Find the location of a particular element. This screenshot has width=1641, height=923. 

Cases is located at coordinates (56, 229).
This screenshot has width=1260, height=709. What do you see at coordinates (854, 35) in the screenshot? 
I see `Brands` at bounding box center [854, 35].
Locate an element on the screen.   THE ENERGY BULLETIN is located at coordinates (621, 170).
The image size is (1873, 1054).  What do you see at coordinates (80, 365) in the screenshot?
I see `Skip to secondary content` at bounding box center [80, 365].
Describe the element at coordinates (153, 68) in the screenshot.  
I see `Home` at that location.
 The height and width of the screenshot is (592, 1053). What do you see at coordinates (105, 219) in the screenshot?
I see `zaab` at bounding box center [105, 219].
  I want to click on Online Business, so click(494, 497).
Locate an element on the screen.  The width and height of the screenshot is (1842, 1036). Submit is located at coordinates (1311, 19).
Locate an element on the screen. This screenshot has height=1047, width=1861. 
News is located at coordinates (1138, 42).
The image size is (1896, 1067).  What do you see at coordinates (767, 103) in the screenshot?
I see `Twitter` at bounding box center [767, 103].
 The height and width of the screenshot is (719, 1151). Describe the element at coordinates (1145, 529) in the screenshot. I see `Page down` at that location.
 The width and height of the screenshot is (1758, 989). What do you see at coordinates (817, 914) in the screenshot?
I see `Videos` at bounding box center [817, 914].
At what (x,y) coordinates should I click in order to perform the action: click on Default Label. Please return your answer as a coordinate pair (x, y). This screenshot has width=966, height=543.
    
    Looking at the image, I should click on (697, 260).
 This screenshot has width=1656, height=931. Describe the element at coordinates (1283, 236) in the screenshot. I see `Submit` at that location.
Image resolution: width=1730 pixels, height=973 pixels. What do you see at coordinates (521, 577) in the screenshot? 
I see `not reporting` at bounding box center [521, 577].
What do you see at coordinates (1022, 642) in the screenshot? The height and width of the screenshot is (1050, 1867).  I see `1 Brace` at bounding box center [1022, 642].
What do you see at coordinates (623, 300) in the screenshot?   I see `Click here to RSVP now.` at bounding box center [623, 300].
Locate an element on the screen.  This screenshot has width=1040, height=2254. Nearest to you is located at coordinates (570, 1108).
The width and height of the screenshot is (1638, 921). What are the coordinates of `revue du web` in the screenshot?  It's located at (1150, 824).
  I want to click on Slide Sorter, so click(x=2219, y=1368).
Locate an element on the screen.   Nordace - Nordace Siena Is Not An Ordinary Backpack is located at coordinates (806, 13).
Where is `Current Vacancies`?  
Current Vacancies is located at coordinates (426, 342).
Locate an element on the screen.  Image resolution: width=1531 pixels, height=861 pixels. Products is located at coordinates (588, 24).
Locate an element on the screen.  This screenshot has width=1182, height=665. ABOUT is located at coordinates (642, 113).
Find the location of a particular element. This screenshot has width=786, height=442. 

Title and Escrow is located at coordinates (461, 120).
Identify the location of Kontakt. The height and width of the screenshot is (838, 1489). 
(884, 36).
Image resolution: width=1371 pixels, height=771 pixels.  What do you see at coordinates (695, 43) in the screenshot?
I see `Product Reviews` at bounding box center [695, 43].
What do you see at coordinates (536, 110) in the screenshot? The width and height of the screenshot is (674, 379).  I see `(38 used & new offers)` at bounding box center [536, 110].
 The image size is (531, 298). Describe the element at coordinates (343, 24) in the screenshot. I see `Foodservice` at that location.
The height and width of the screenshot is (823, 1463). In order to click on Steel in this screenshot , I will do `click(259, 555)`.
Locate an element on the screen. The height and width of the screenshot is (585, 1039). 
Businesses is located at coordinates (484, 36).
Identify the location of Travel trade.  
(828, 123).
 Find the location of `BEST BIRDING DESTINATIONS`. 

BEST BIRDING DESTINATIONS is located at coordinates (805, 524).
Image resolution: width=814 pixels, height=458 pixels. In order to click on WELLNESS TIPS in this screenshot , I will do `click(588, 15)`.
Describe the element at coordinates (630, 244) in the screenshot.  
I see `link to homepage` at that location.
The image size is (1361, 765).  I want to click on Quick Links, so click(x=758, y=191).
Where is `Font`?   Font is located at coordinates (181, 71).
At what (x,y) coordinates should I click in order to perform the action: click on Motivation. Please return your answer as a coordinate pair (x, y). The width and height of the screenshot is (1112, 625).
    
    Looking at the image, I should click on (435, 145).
┄┄┄┄┄┄┄┄┄┄
What is expected: Print each entry above again, exactly as it was given.

Response to the exercise:
Find the location of a particular element. This screenshot has width=1641, height=923. 

Cases is located at coordinates (56, 229).
This screenshot has width=1260, height=709. What do you see at coordinates (854, 35) in the screenshot? 
I see `Brands` at bounding box center [854, 35].
Locate an element on the screen.   THE ENERGY BULLETIN is located at coordinates (621, 170).
The image size is (1873, 1054).  What do you see at coordinates (80, 365) in the screenshot?
I see `Skip to secondary content` at bounding box center [80, 365].
Describe the element at coordinates (153, 68) in the screenshot.  
I see `Home` at that location.
 The height and width of the screenshot is (592, 1053). What do you see at coordinates (105, 219) in the screenshot?
I see `zaab` at bounding box center [105, 219].
  I want to click on Online Business, so click(494, 497).
Locate an element on the screen.  The width and height of the screenshot is (1842, 1036). Submit is located at coordinates (1311, 19).
Locate an element on the screen. This screenshot has height=1047, width=1861. 
News is located at coordinates (1138, 42).
The image size is (1896, 1067).  What do you see at coordinates (767, 103) in the screenshot?
I see `Twitter` at bounding box center [767, 103].
 The height and width of the screenshot is (719, 1151). Describe the element at coordinates (1145, 529) in the screenshot. I see `Page down` at that location.
 The width and height of the screenshot is (1758, 989). What do you see at coordinates (817, 914) in the screenshot?
I see `Videos` at bounding box center [817, 914].
At what (x,y) coordinates should I click in order to perform the action: click on Default Label. Please return your answer as a coordinate pair (x, y). This screenshot has width=966, height=543.
    
    Looking at the image, I should click on (697, 260).
 This screenshot has width=1656, height=931. Describe the element at coordinates (1283, 236) in the screenshot. I see `Submit` at that location.
Image resolution: width=1730 pixels, height=973 pixels. What do you see at coordinates (521, 577) in the screenshot? 
I see `not reporting` at bounding box center [521, 577].
What do you see at coordinates (1022, 642) in the screenshot? The height and width of the screenshot is (1050, 1867).  I see `1 Brace` at bounding box center [1022, 642].
What do you see at coordinates (623, 300) in the screenshot?   I see `Click here to RSVP now.` at bounding box center [623, 300].
Locate an element on the screen.  This screenshot has width=1040, height=2254. Nearest to you is located at coordinates (570, 1108).
The width and height of the screenshot is (1638, 921). What are the coordinates of `revue du web` in the screenshot?  It's located at (1150, 824).
  I want to click on Slide Sorter, so click(x=2219, y=1368).
Locate an element on the screen.   Nordace - Nordace Siena Is Not An Ordinary Backpack is located at coordinates (806, 13).
Where is `Current Vacancies`?  
Current Vacancies is located at coordinates (426, 342).
Locate an element on the screen.  Image resolution: width=1531 pixels, height=861 pixels. Products is located at coordinates (588, 24).
Locate an element on the screen.  This screenshot has width=1182, height=665. ABOUT is located at coordinates (642, 113).
Find the location of a particular element. This screenshot has width=786, height=442. 

Title and Escrow is located at coordinates (461, 120).
Identify the location of Kontakt. The height and width of the screenshot is (838, 1489). 
(884, 36).
Image resolution: width=1371 pixels, height=771 pixels.  What do you see at coordinates (695, 43) in the screenshot?
I see `Product Reviews` at bounding box center [695, 43].
What do you see at coordinates (536, 110) in the screenshot? The width and height of the screenshot is (674, 379).  I see `(38 used & new offers)` at bounding box center [536, 110].
 The image size is (531, 298). Describe the element at coordinates (343, 24) in the screenshot. I see `Foodservice` at that location.
The height and width of the screenshot is (823, 1463). In order to click on Steel in this screenshot , I will do `click(259, 555)`.
Locate an element on the screen. The height and width of the screenshot is (585, 1039). 
Businesses is located at coordinates (484, 36).
Identify the location of Travel trade.  
(828, 123).
 Find the location of `BEST BIRDING DESTINATIONS`. 

BEST BIRDING DESTINATIONS is located at coordinates (805, 524).
Image resolution: width=814 pixels, height=458 pixels. In order to click on WELLNESS TIPS in this screenshot , I will do `click(588, 15)`.
Describe the element at coordinates (630, 244) in the screenshot.  
I see `link to homepage` at that location.
The image size is (1361, 765).  I want to click on Quick Links, so click(x=758, y=191).
Where is `Font`?   Font is located at coordinates (181, 71).
At what (x,y) coordinates should I click in order to perform the action: click on Motivation. Please return your answer as a coordinate pair (x, y). The width and height of the screenshot is (1112, 625).
    
    Looking at the image, I should click on (435, 145).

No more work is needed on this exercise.